Abstract

Fascinating stories trace connections of consciousness and music from ancient world to the 21st century. This evolution is a struggle between differentiation and synthesis; it requires unified actions of language and music. From millennial history I select few episodes. In ancient Greece Apollonian and Dionysian consciousness is related to music from Homer to Attic tragedies. In the language of contemporary science I discuss Nietzsche’s comparison of tragedy to musical dissonance, and the death of tragedy in Socrates’ differentiation. Parallel evolution of consciousness and music is traced in ancient Israel from King David, Amos, and Seraphim antiphon in the vision of Isaiah to the last prophet Zechariah, at the same time when in Greece the first philosopher Thales pronounced “know thyself.” Contemporary consciousness emerges in parallel with Nehemiah’s antiphon. I trace synthesis and differentiation in consciousness and music during Early Christianity and Middle Ages; invention of musical notations and polyphony; love songs of troubadours and trouveres. I relate evolution of music during the Renaissance and Reformation including Baroque music to individuation of consciousness, music of Rococo and Classicism to rational consciousness, music of Romanticism to consciousness split by differentiation of the idea of rationality. Developments of consciousness in the 20th and 21st centuries away from the individual and toward the objective, collective socialism are related to dodecaphony, serialism, Modernism, postmodernism, minimalism, to elimination of emotions from music. Differentiation of the objective pushes against each other opposite tendencies in cognition and music. Parallel evolution of cognition and music is traced in tonal organization to the down of human evolution to before 250,000 BCE.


• _YOUR INSTRUCTIONS_: All that is needed is an exact repetition of the lines from the one containing "At what (x,y)" through the final line of the material, without pictures.

• _DATA FOR ANALYSIS_:
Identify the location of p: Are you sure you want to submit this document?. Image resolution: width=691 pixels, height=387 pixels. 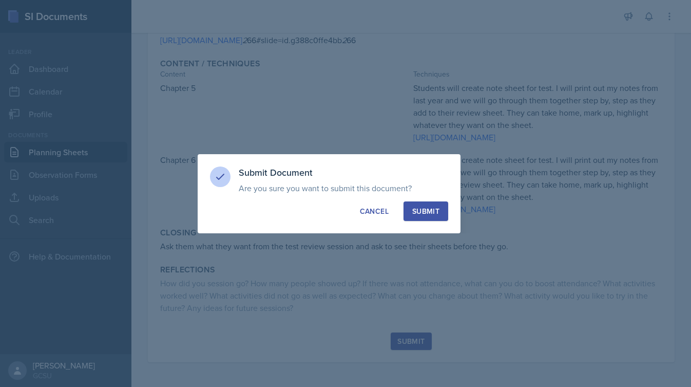
(344, 188).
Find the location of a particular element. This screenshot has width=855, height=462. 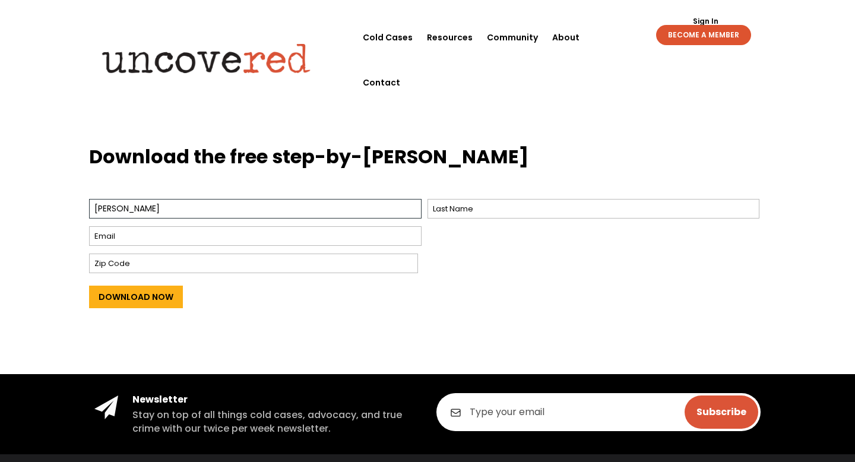

h5: Stay on top of all things cold cases, advocacy, and true crime with our twice per week newsletter. is located at coordinates (275, 422).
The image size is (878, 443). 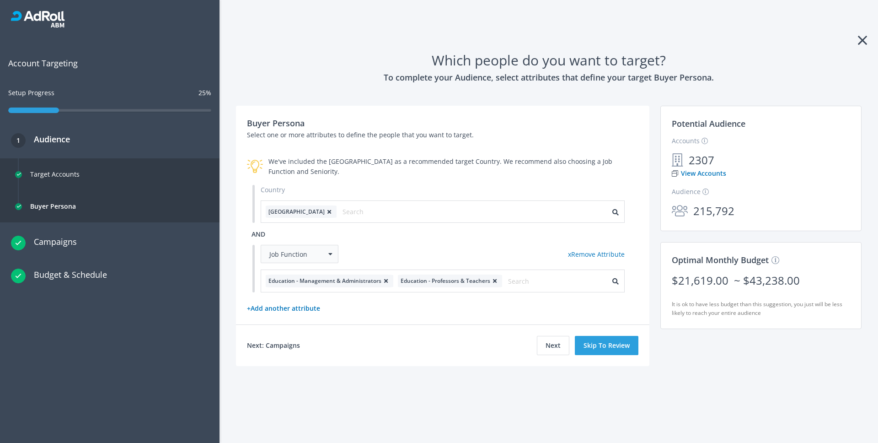 What do you see at coordinates (689, 141) in the screenshot?
I see `label: Accounts` at bounding box center [689, 141].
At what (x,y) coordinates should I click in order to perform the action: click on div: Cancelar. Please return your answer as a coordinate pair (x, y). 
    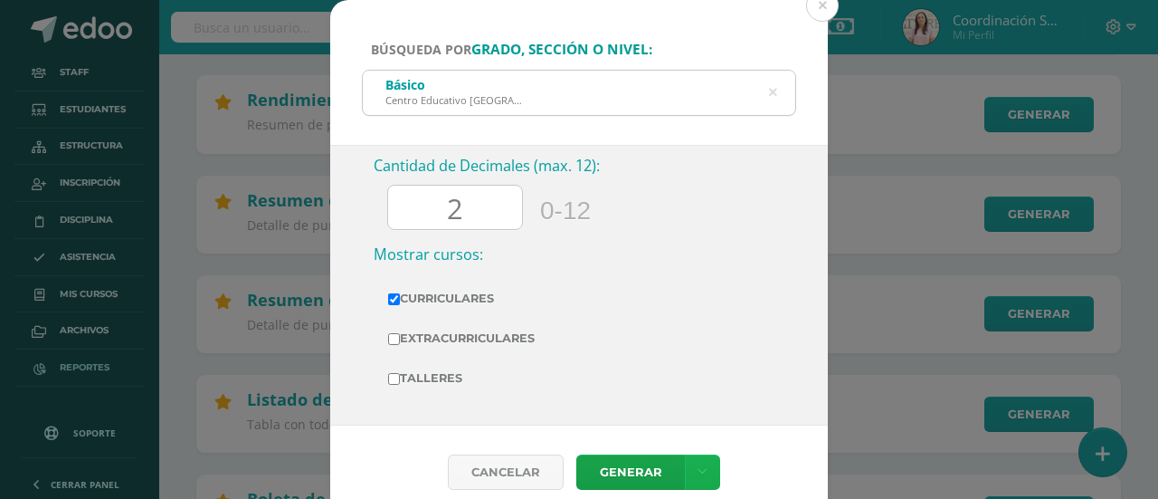
    Looking at the image, I should click on (506, 471).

• _ANSWER TO THIS EXERCISE_:
At what (x,y) coordinates should I click in order to perform the action: click on div: Cancelar. Please return your answer as a coordinate pair (x, y). 
    Looking at the image, I should click on (506, 471).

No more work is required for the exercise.